His most recent book Sapiens: A Brief History of Humankind surveys the entire length of human history, from the evolution of Homo sapiens in the Stone Age up to the political and technological revolutions of the 21st century. It has generated much interest both in the academic community and among the general public and has turned Harari into an instant celebrity. YouTube Video clips of Harari’s Hebrew lectures on the history of the world have been viewed by tens of thousands of Israelis. He is also offers a free online course in English entitled A Brief History of Humankind. More than 100,000 people throughout the world have already taken this course.

Harari twice won the Polonsky Prize for Creativity and Originality, in 2009 and 2012. In 2011 he won the Society for Military History’s Moncado Award for outstanding articles in military history. In 2012 he was elected to the Young Israeli Academy of Sciences.

He lives with his husband in moshav Mesilat Zion near Jerusalem. (Adapted from Wikipedia.

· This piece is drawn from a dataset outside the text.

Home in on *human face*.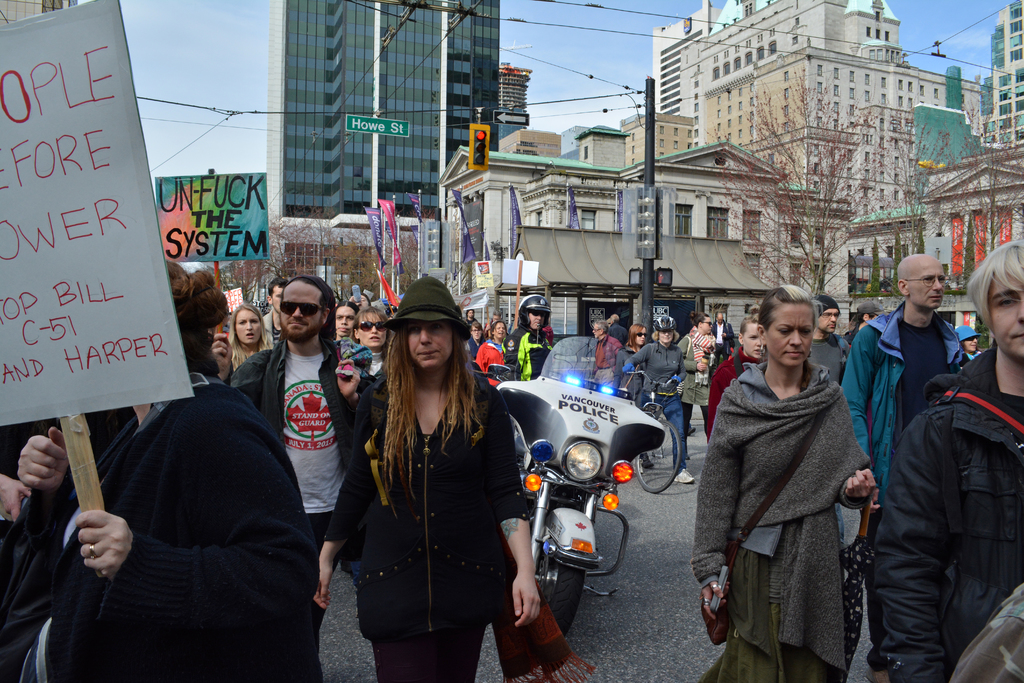
Homed in at (left=908, top=259, right=946, bottom=307).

Retrieved 2/11/2015.)


Book Reviews
The sort of book that sweeps the cobwebs out of your brain…. Harari…is an intellectual acrobat whose logical leaps will have you gasping with admiration.
John Carey - Sunday Times (UK)


Harari’s account of how we conquered the Earth astonishes with its scope and imagination…. One of those rare books that lives up to the publisher’s blurb...brilliantly clear, witty and erudite
Ben Shepard - Observer (UK)


An absorbing, provocative history of civilization…packed with heretical thinking and surprising facts. This riveting, myth-busting book cannot be summarised…you will simply have to read it.
John Gray - Financial Times (UK)


Full of…high-perspective, shocking and wondrous stories, as well as strange theories and startling insights.
Bryan Appleyard - Sunday Times (UK)


Not only is Harari eloquent and humane, he is often wonderfully, mordantly funny
Independent (UK)


Engaging and informative…. Extremely interesting.
Guardian (UK)


Harari can write…really, really write, with wit, clarity, elegance, and a wonderful eye for metaphor.
Times (Ireland)


Writing with wit and verve, Harari…attempts to explain how Homo sapiens came to be the dominant species on Earth as well as the sole representative of the human genus.… Provocative and entertaining.
Publishers Weekly


(Starred review.) This title is one of the exceptional works of nonfiction that is both highly intellectual and compulsively readable… a fascinating, hearty read.
Library Journal


(Starred review.) It’s not often that a book offers readers the possibility to reconsider, well, everything. But that’s what Harari does in this sweeping look at the history of humans.… Readers of every stripe should put this at the top of their reading lists. Thinking has never been so enjoyable.
Booklist


(Starred review.) An encyclopedic approach from a well-versed scholar who is concise but eloquent, both skeptical and opinionated, and open enough to entertain competing points of view.…The great debates of history aired out with satisfying vigor.